For your camera and lens combination, normally you'd want to keep the exposure time at 400 ÷ 28 = 14 seconds. If we divide that by .59 we get about 24 seconds (so you gain about 10 seconds because you are shooting a region closer to the pole.)

Your image just says "bulb" so we don't know how long you used for exposure, but I think if you re-shoot and keep the exposure to 24 seconds you *should* avoid any star trails in the image.




  
  LOG IN TO REPLY
sponsored links (only for non-logged)

936,506 views & 844 likes for this thread, 432 members have posted to it and it is followed by 106 members.
You don't need a telescope
FORUMS Photo Sharing & Discussion Astronomy & Celestial 
AAA
x 1600
y 1600

Jump to forum...   •  Rules   •  Forums   •  New posts   •  RTAT   •  'Best of'   •  Gallery   •  Gear   •  Reviews   •  Member list   •  Polls   •  Image rules   •  Search   •  Password reset   •  Home

Not a member yet?
Register to forums
Registered members may log in to forums and access all the features: full search, image upload, follow forums, own gear list and ratings, likes, more forums, private messaging, thread follow, notifications, own gallery, all settings, view hosted photos, own reviews, see more and do more... and all is free. Don't be a stranger - register now and start posting!

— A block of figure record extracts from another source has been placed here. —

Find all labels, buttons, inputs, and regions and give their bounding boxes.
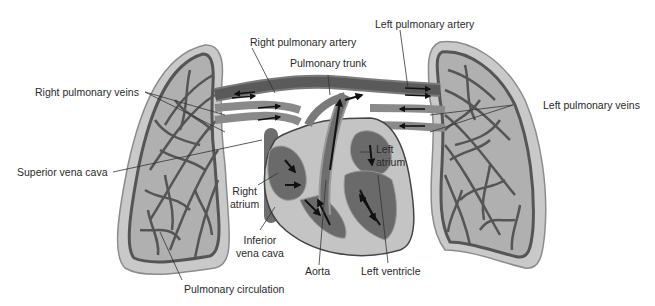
label-left-pulmonary-artery: Left pulmonary artery xyxy=(375,18,474,31)
label-aorta: Aorta xyxy=(305,265,330,278)
label-left-atrium: Left atrium xyxy=(376,143,405,169)
label-right-pulmonary-veins: Right pulmonary veins xyxy=(35,86,139,99)
label-pulmonary-circulation: Pulmonary circulation xyxy=(184,283,284,296)
label-left-ventricle: Left ventricle xyxy=(361,265,421,278)
label-left-atrium-line1: Left xyxy=(376,143,405,156)
label-superior-vena-cava: Superior vena cava xyxy=(17,166,107,179)
label-left-atrium-line2: atrium xyxy=(376,156,405,169)
label-right-atrium: Right atrium xyxy=(230,185,259,211)
left-lung xyxy=(428,42,545,269)
label-inferior-vena-cava: Inferior vena cava xyxy=(236,234,284,260)
label-pulmonary-trunk: Pulmonary trunk xyxy=(290,57,366,70)
label-inferior-vena-cava-line2: vena cava xyxy=(236,247,284,260)
right-lung xyxy=(118,45,230,274)
label-right-atrium-line2: atrium xyxy=(230,198,259,211)
label-left-pulmonary-veins: Left pulmonary veins xyxy=(543,99,640,112)
label-right-pulmonary-artery: Right pulmonary artery xyxy=(250,36,356,49)
label-right-atrium-line1: Right xyxy=(230,185,259,198)
label-inferior-vena-cava-line1: Inferior xyxy=(236,234,284,247)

COOKIES DISCLAIMER: This website uses cookies to improve your user experience. By using this site, you agree to our use of cookies and to our privacy policy.
Privacy policy and cookie usage info.


POWERED BY AMASS forum software 2.58forum software
version 2.58 /
code and design
by Pekka Saarinen ©
for photography-on-the.net

Latest registered member is IoDaLi Photography
1634 guests, 135 members online
Simultaneous users record so far is 15,144, that happened on Nov 22, 2018

Photography-on-the.net Digital Photography Forums is the website for photographers and all who love great photos, camera and post processing techniques, gear talk, discussion and sharing. Professionals, hobbyists, newbies and those who don't even own a camera -- all are welcome regardless of skill, favourite brand, gear, gender or age. Registering and usage is free.